· David Okafor · News  · 2 min read

China's Chip Equipment Makers Hit Record Revenue

Chinese semiconductor equipment suppliers posted record 2025 revenues as domestic fabs expanded capacity. What this means for PCB fabrication capacity, material sourcing, and global supply chains.

Chinese semiconductor equipment suppliers posted record 2025 revenues as domestic fabs expanded capacity. What this means for PCB fabrication capacity, material sourcing, and global supply chains.

China’s domestic semiconductor equipment suppliers — Naura, AMEC, ACM Research, and Piotech — all posted record 2025 revenues, according to Nikkei Asia data reported by eeNews Europe. Naura alone reported 27.14 billion yuan in the first three quarters of 2025, up from 6.05 billion yuan for all of 2020.

The Numbers

  • Naura: 27.14B yuan revenue (first 3 quarters 2025), up 4.5× from 2020
  • AMEC: Revenue grew 5× over its 2020 base
  • Piotech: Revenue roughly 13× its 2020 total
  • Direct US equipment imports to China: Down 34% to $2B (lowest since 2017)
  • But: Singapore-routed imports rose to $5.7B, Malaysia to $3.4B

Applied Materials, Lam Research, and KLA still booked nearly $19 billion in combined China sales. ASML reported China accounted for 29.1% of its 2025 revenue.

What This Means for PCB Manufacturing

The semiconductor equipment boom is a leading indicator for PCB demand:

More fabs = more PCBs needed. Every new semiconductor fab requires thousands of PCBs for test equipment, process control systems, and infrastructure. The fab expansion wave directly drives demand for high-reliability industrial PCBs.

Material competition intensifies. As Chinese fabs scale up, they consume more high-performance laminate materials (high-Tg FR-4, low-loss materials) that PCB fabricators also need. This can create pricing pressure on specialty materials.

Supply chain diversification continues. The routing of equipment through Singapore and Malaysia mirrors what we see in PCB: customers increasingly want manufacturing flexibility across multiple regions to manage geopolitical risk.

Domestic capability is real. Chinese domestic equipment makers are not niche players anymore. The same pattern is playing out in PCB: Chinese fabricators are moving upmarket into complex multi-layer, HDI, and high-frequency boards that were once dominated by Taiwanese and Korean manufacturers.

Engineer’s Takeaway

If you’re sourcing PCBs for semiconductor equipment or related infrastructure, lead times and material availability should be monitored closely. The combination of fab expansion and tariff-driven supply chain restructuring means that planning ahead on specialty materials — particularly Rogers, Isola, and high-Tg FR-4 — is more important than ever.


Need complex PCBs with reliable material sourcing? AtlasPCB’s factory network maintains direct material relationships with major laminate suppliers. Get a quote or talk to an engineer.

About AtlasPCB — We specialize in complex PCB manufacturing for HDI, RF, and high-reliability applications. Explore our impedance-controlled PCB manufacturing . Every order includes free engineering review. Get your quote.

Reviewed by AtlasPCB Engineering Team — IPC-certified manufacturing specialists with 15+ years of production experience in HDI, RF, and high-reliability PCB fabrication. Content based on factory floor data and real customer design reviews.

  • supply chain
  • china manufacturing
  • semiconductor
  • pcb industry
  • news
Share:
← Back to News

Related Posts

View All Posts »
Samsung Averts Semiconductor Worker Strike as AI

Samsung Averts Semiconductor Worker Strike as AI

Samsung reached a last-minute bonus agreement with semiconductor workers, avoiding a strike that could have disrupted DRAM and HBM production. The deal ties compensation to AI-driven chip profits, setting a precedent for the industry.

SEMICON SEA 2026

SEMICON SEA 2026

SEMICON Southeast Asia 2026 drew over 95 mainland Chinese exhibitors, signaling a major shift from traditional PCB manufacturing toward advanced semiconductor packaging, IC substrates, and AI-driven assembly solutions.

Global Semiconductor Sales Hit $298.5B in Q1 2026

Global Semiconductor Sales Hit $298.5B in Q1 2026

The Semiconductor Industry Association reports Q1 2026 chip sales reached $298.5 billion, putting the industry on track for its first $1 trillion year. The downstream impact on PCB substrate capacity, advanced packaging, and material demand is already reshaping supply chains.

Mobile DRAM Prices Surge 78% in Q2 2026 as Memory

Mobile DRAM Prices Surge 78% in Q2 2026 as Memory

TrendForce reports LPDDR5X prices rising 78-83% quarter-on-quarter in Q2 2026, forcing smartphone vendors to cut production plans and downgrade memory configurations — with ripple effects across the entire electronics bill of materials.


• **PROBLEM REQUIREMENTS**
Lines from the entries below that hold "model" form the answer; copy all of them.
★ ★ ★ ★ ★ ★ ★
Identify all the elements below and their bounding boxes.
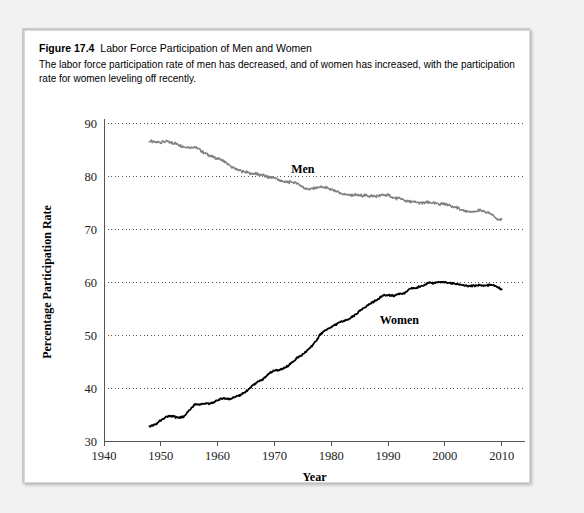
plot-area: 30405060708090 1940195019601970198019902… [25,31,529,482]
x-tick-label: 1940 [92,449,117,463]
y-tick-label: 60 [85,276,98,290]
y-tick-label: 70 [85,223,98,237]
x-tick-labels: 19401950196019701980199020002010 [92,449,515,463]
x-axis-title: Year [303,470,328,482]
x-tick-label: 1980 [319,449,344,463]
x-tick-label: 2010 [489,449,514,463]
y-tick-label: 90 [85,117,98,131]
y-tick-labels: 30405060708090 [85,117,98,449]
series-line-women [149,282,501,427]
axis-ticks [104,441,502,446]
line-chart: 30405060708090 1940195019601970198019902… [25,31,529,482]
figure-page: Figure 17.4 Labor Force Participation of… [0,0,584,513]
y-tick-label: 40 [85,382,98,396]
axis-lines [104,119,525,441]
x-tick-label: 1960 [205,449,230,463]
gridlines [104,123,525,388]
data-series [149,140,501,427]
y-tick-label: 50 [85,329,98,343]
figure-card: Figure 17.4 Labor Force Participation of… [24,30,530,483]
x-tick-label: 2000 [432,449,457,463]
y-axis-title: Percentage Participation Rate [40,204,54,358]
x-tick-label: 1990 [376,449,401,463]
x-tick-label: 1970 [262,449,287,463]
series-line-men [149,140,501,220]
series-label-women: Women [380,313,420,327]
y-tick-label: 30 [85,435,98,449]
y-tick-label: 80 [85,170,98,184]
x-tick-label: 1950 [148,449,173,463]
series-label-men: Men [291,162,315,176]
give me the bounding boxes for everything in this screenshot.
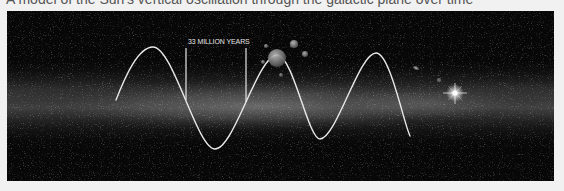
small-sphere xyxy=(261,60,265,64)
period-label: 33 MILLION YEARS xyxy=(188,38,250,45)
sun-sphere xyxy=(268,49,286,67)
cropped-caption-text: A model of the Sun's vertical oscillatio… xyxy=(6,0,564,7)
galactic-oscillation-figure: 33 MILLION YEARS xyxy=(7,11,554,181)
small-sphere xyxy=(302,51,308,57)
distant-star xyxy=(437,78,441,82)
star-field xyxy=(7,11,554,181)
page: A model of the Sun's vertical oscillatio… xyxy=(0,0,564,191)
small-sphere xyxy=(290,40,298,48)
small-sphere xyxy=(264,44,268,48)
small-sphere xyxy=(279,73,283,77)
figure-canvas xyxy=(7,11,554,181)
★ ★ ★ ★ ★ ★ ★
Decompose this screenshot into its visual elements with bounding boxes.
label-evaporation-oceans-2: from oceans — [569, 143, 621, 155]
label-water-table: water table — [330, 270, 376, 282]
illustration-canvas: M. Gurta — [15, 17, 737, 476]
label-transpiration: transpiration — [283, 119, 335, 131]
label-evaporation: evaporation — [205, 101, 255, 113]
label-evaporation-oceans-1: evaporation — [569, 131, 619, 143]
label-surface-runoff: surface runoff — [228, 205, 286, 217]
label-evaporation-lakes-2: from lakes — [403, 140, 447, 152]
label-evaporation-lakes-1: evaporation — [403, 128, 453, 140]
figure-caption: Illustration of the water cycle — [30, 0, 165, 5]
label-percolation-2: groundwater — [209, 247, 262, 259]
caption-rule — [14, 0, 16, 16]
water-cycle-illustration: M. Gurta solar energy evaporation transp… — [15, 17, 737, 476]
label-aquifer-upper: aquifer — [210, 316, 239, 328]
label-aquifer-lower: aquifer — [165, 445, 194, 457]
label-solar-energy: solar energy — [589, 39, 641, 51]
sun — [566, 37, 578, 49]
★ ★ ★ ★ ★ ★ ★
• **THE COMPLETED TASK**
cropped-caption-text: A model of the Sun's vertical oscillatio… xyxy=(6,0,564,7)
page: A model of the Sun's vertical oscillatio… xyxy=(0,0,564,191)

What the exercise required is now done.